Peonage has been the method by which the mine operators have been securing sufficient workers to run their mines. At fiesta time, when many of the Indians get drunk, advantage is taken of them to sign them up for work in the mines. By withholding wages, the miners are constantly in credit to the company and kept on the job. This condition is attested to by Boal himself.
 

The Facts – and Mr. Hull

The State Department has denied that Boal was instructed to intervene in the labor legislation of Bolivia. The telegram, sent to him by Secretary Hull, however, reads:

It is, however, considered desirable that you discreetly express to the (Bolivian) President or other appropriate authorities your government’s hope and confidence that no steps will be taken which might result in the creation of situations which would inhibit the full performance of contracts made in good faith by both parties. You may refer to the fact that agencies of this government have entered into important contracts for the purchase of various strategic materials, particularly tin, tungsten, antimony and rubber. It is, of course, patent that the uninterrupted flow of these items is essential to the optimum prosecution of the war. It is consequently hoped that no action will be taken which might jeopardize hemispheric security. Discreet reference can be made to Resolution IV of the Rio meeting on the production of strategic materials.”

Resolution IV recommended that the countries of the hemisphere “eliminate or minimize administrative formalities and regulations and restrictions which impede the production and free flow of basic and strategic materials.”

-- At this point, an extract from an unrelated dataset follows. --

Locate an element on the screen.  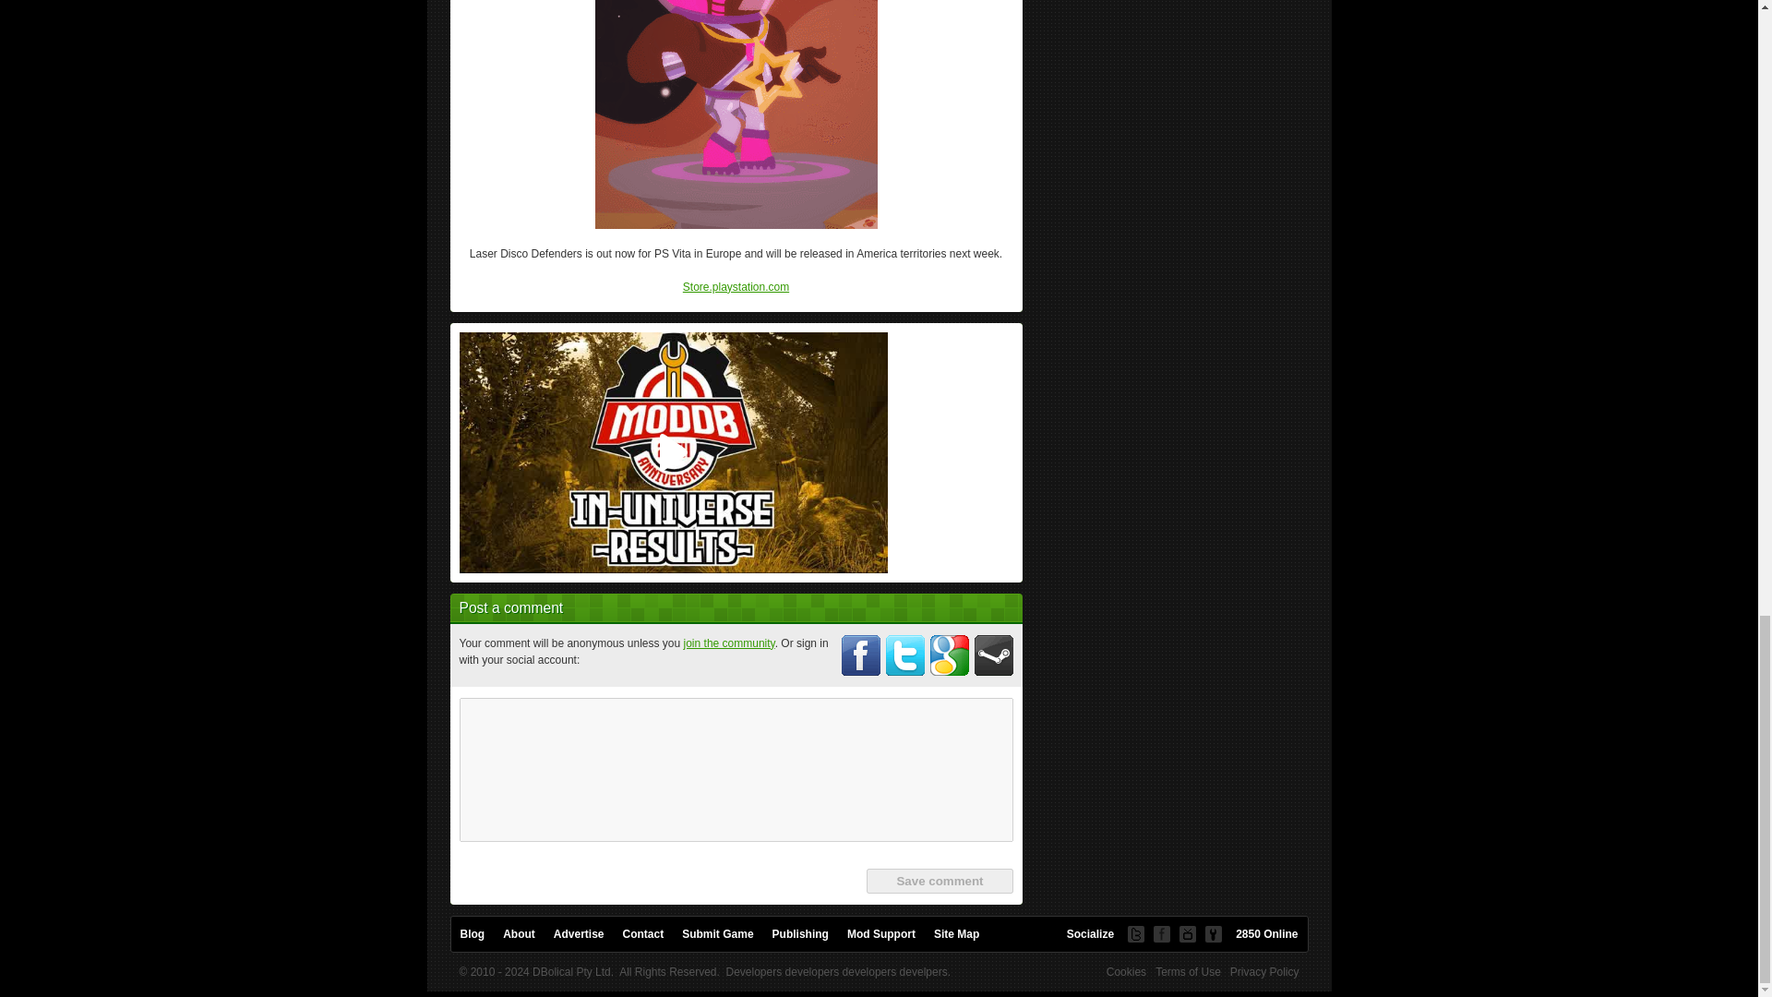
Save comment is located at coordinates (939, 880).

As a result of his revelation of these facts, Ernesto Galarza has had to resign his post with the Pan American Union. This too is an instrument through which the United States controls the Latin American countries. The Labor Division of this organization was ostensibly created to protect the economic interests of labor of the western hemisphere and to act as an international link between the working classes of all these countries.

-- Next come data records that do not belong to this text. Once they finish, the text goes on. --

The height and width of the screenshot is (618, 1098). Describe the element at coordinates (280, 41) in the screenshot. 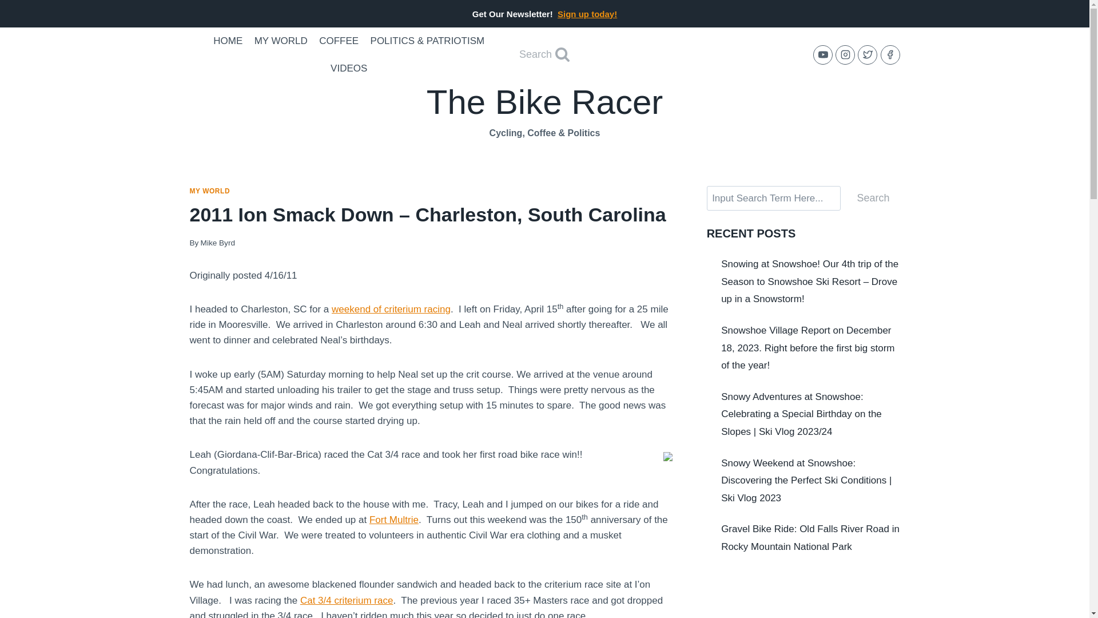

I see `MY WORLD` at that location.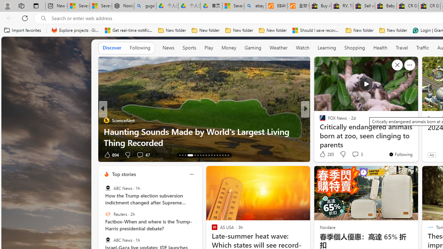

As it turns out, the Pan American Union finds that it cannot intervene in any disputes as described above. Should one of its officials speak but in the interests of labor, then he has to leave his post. According to the director of the Pan American Union, Leo S. Rowe: “it is obvious that any questions relating to the conduct of the American Ambassador involve only the State Department. Bolivian labor problems are a matter for the Bolivian government. If the Pan American Union went into such matters, it could not last long.”

Exactly so! The Pan American Union was not created for that purpose!